Through reverence, we can expand on our conscious perspective in ways that we simply can’t do via mechanisms of intellect.

This is why Eastern philosophies or religious ideologies are typically so poignant on this front — on the concept of appreciative and disciplined existence.

When we examine certain parts of the natural world — celestial processions, geological formations, subatomic fluctuations — we continuously learn that a holistic perspective is critical to understanding them.

Time is no different.

Understanding the cycles at play — from seasons to sagas — cultivates a kind of unwavering awe that sustains the innate drive we operate with.

When we realize that we are history repeating itself ad infinitum, that we’re a unique but nonetheless common reiteration along an endless chain of sequencing, we can appreciate the process of change all the more.

Our admiration for our position relative to the surrounding chaos of reality, from socio-economic instability to ecological unpredictability to cosmological uncertainty — the fact that we can even come together as a self-conscious assembly of matter to perceive it all is something to be enthralled by.

Language itself can’t describe the relative privilege of our existence.

V. Meaning

Taken together, history, evolution, creativity, and reverence all cumulatively catalyze into the one thing we seem to search for incessantly: meaning.

In less dramatic words, delinearizing our perspective of time makes our existence exponentially more meaningful.

Everything means more, either because it’s part of a greater pattern at play or because we ourselves realize that there’s no end to a process we can never decipher.

Actions of yesterday mean more — what we did or didn’t do years ago, what our ancestors did or didn’t do, what our planet or host star did or didn’t do.

Breaking down the cultural perceptions that have grown over our default mode networks of thought, like a tangled vine over intuition, allows our interaction with the natural state of reality to become more direct.

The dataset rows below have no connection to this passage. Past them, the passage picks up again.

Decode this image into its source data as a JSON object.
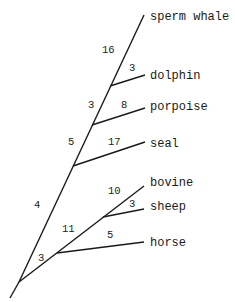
{
  "diagram": {
    "type": "phylogenetic-tree",
    "taxa": [
      {
        "id": "sperm_whale",
        "label": "sperm whale"
      },
      {
        "id": "dolphin",
        "label": "dolphin"
      },
      {
        "id": "porpoise",
        "label": "porpoise"
      },
      {
        "id": "seal",
        "label": "seal"
      },
      {
        "id": "bovine",
        "label": "bovine"
      },
      {
        "id": "sheep",
        "label": "sheep"
      },
      {
        "id": "horse",
        "label": "horse"
      }
    ],
    "branch_lengths": {
      "sperm_whale": "16",
      "dolphin": "3",
      "dolphin_sperm_stem": "3",
      "porpoise": "8",
      "cetacean_stem": "5",
      "seal": "17",
      "marine_stem": "4",
      "bovine": "10",
      "sheep": "3",
      "ruminant_stem": "11",
      "horse": "5",
      "ungulate_stem": "3"
    }
  }
}
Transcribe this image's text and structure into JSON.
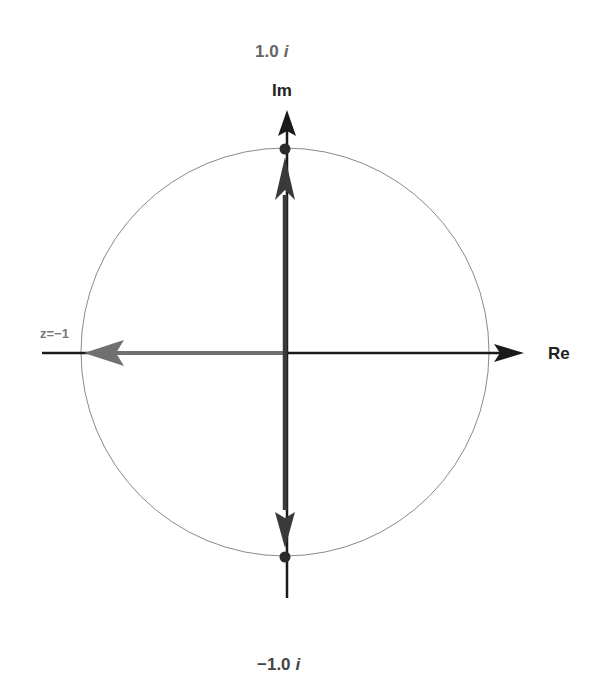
{
  "diagram": {
    "labels": {
      "top_value": "1.0 ī",
      "top_value_num": "1.0",
      "imag_unit": "i",
      "bottom_value_num": "−1.0",
      "imag_axis": "Im",
      "real_axis": "Re",
      "point_label": "z=−1"
    },
    "circle": {
      "cx": 285,
      "cy": 352,
      "r": 204,
      "stroke": "#8a8a8a"
    },
    "colors": {
      "axis": "#1a1a1a",
      "vector_vertical": "#3a3a3a",
      "vector_horizontal": "#707070",
      "label_gray": "#666666",
      "label_dark": "#222222"
    },
    "points": [
      {
        "name": "i",
        "x": 285,
        "y": 148
      },
      {
        "name": "-i",
        "x": 285,
        "y": 557
      }
    ]
  }
}
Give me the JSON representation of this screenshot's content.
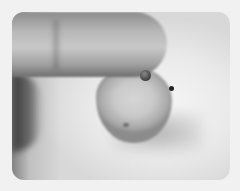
{
  "image": {
    "description": "Grayscale photo of a fingertip holding a small rounded bead-like object with a stem and a small hole",
    "colors": {
      "page_background": "#f1f1f1",
      "photo_background": "#e6e6e6",
      "finger": "#b8b8b8",
      "object": "#c9c9c9",
      "hole": "#222222"
    }
  }
}
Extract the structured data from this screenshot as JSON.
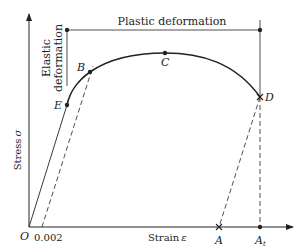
{
  "figure": {
    "title": "",
    "y_axis_label": "Stress",
    "y_axis_symbol": "σ",
    "x_axis_label": "Strain",
    "x_axis_symbol": "ε",
    "origin_label": "O",
    "offset_label": "0.002",
    "region_top": "Plastic deformation",
    "region_left_line1": "Elastic",
    "region_left_line2": "deformation",
    "points": {
      "E": "E",
      "B": "B",
      "C": "C",
      "D": "D",
      "A": "A",
      "At_main": "A",
      "At_sub": "t"
    },
    "colors": {
      "line": "#222222",
      "background": "#ffffff"
    }
  }
}
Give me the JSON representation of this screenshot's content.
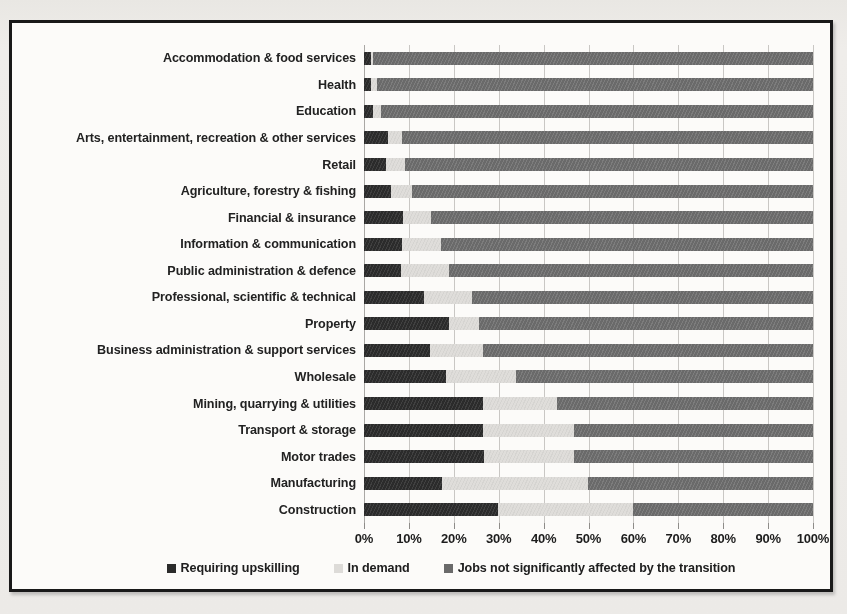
{
  "chart_data": {
    "type": "bar",
    "orientation": "horizontal",
    "stacked": true,
    "normalized": "100%",
    "title": "",
    "xlabel": "",
    "ylabel": "",
    "xlim": [
      0,
      100
    ],
    "grid": true,
    "legend_position": "bottom",
    "xticks": [
      "0%",
      "10%",
      "20%",
      "30%",
      "40%",
      "50%",
      "60%",
      "70%",
      "80%",
      "90%",
      "100%"
    ],
    "xtick_values": [
      0,
      10,
      20,
      30,
      40,
      50,
      60,
      70,
      80,
      90,
      100
    ],
    "categories": [
      "Accommodation & food services",
      "Health",
      "Education",
      "Arts, entertainment, recreation & other services",
      "Retail",
      "Agriculture, forestry & fishing",
      "Financial & insurance",
      "Information & communication",
      "Public administration & defence",
      "Professional, scientific & technical",
      "Property",
      "Business administration & support services",
      "Wholesale",
      "Mining, quarrying & utilities",
      "Transport & storage",
      "Motor trades",
      "Manufacturing",
      "Construction"
    ],
    "series": [
      {
        "name": "Requiring upskilling",
        "color": "#2d2d2d",
        "values": [
          1.5,
          1.6,
          2.0,
          5.4,
          5.0,
          6.1,
          8.7,
          8.4,
          8.2,
          13.4,
          19.0,
          14.7,
          18.2,
          26.6,
          26.6,
          26.8,
          17.4,
          29.8
        ]
      },
      {
        "name": "In demand",
        "color": "#dcdad7",
        "values": [
          0.6,
          1.2,
          1.9,
          3.0,
          4.1,
          4.6,
          6.2,
          8.8,
          10.8,
          10.6,
          6.6,
          11.7,
          15.7,
          16.4,
          20.2,
          20.0,
          32.6,
          30.2
        ]
      },
      {
        "name": "Jobs not significantly affected by the transition",
        "color": "#6b6b6b",
        "values": [
          97.9,
          97.2,
          96.1,
          91.6,
          90.9,
          89.3,
          85.1,
          82.8,
          81.0,
          76.0,
          74.4,
          73.6,
          66.1,
          57.0,
          53.2,
          53.2,
          50.0,
          40.0
        ]
      }
    ]
  },
  "legend": {
    "items": [
      {
        "label": "Requiring upskilling",
        "swatch": "legend-swatch-dark"
      },
      {
        "label": "In demand",
        "swatch": "legend-swatch-light"
      },
      {
        "label": "Jobs not significantly affected by the transition",
        "swatch": "legend-swatch-mid"
      }
    ]
  }
}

With regards to time, specifically, we’re enabled to interact with it more directly — the way we’re meant to, affording us to extract whatever kind of meaning we want, need or seek.

Ultimately, it’s not about whether the idealization of non-linear time is more or less correct than any other.

Whether time is a circle, a sphere, or a 4D tesseract, it’s about using whatever reference points we can to stretch our conscious perspectives open as far as possible — because its from this flexibility that revelations, via direct experience, begin to emerge.

This is all about widening the perceptions that, in my experience, increasingly reveal themselves to be stunted by the social and cultural constructs and the artificial baggage around us.

If we could break through the insulated patchwork of these constructs, we could form a more direct experience with our reality, not only with respect to time but to the entirety of the enigmatic whole as we know it.